All four chips are fabricated by Samsung, with the L1 and L2 on a 28nm process technology. The M1 uses 14nm and H1 a 5nm process. Pricing ranges from $10 (L1), $20 (L2) to $50 (M1) and $1,500 (H1).

Accuracy

Besides offering low power and performance efficiency, DeepX has focused its resources on quantization work to maintain GPU-levels of accuracy on DeepX AI SoCs.

Based on its own experience, DeepX zeroed in on accuracy degradation, Kim said. He noted that porting AI models, originally trained on GPUs in floating-point format, to most types of hardware results in accuracy loss.

Customers who developed AI models on GPU were dismayed by discovering that their algorithm — when running on other hardware — loses accuracy.

So, DeepX’s team hunted for the point in each data path where accuracy degraded, Kim explained. The result is what DeepX calls “the world’s top performing quantizer” in its SDK, DXNN.


DXNN : DeepX’s Software Development Kit (Source: DeepX)

Market segments

Over the last several years, many AI hardware startups have fallen for the allure of automotive, with dreams that their AI chips will become the computer brain of the next-generation vehicle platform.
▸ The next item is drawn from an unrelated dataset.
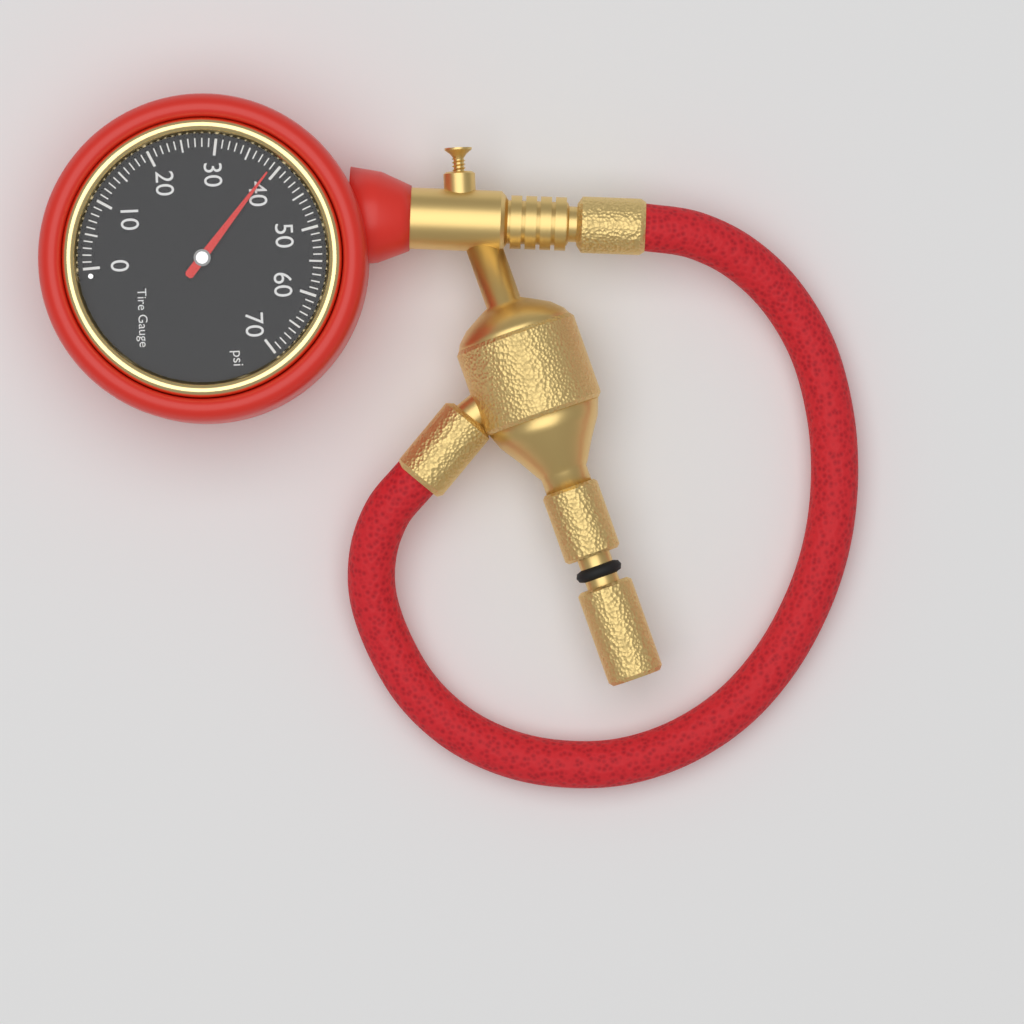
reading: 39 psi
Kim, in contrast, has concluded that selling AI chips to car OEMs is a losing proposition for a startup, because of the time required for automotive chips to get verified, validated, and designed into vehicles. Passing Automotive Safety Integrity Level (ASIL) such as ASIL B and C adds difficulties. Even after all that trouble, for most AI chips, startups don’t end up selling a lot of them.

Kim’s strategy, instead, is to work with automakers, licensing IP for DeepX NPU, including software. Kim explained that DeepX, virtually unknown to many car OEMs until recently, is now getting OEM requests to evaluate DeepX chips.

This possibly means two things.

First, many European car OEMs have intimated to Kim that they remain undecided about their next-generation advanced vehicle platform.

Second, some leading carmakers have already committed resources to developing their own AI models using Nvidia’s GPU. But now, AI degradation issues are cropping up, as they port their models to other hardware. This is forcing them to look again for another AI hardware solution.

DeepX will offer IP licensing only for automakers, said Kim. For the rest of the applications, its business is selling chips.

The sweet spot for DeepX-designed AI chips, said Kim, is robotics, for delivery robots or for all those robots on factory floors.

Bottom line

Nvidia has clearly won the AI market with GPU. The next chapter of the AI battle, however, lies in how anyone with a GPU-trained AI model can port it efficiently and functionally to non-GPU hardware designed to be used at the edge.

Junko Yoshida
Editor in Chief, The Ojo-Yoshida Report


This article was published by the The Ojo-Yoshida Report. For more in-depth analysis, register today and get a free two-month all-access subscription.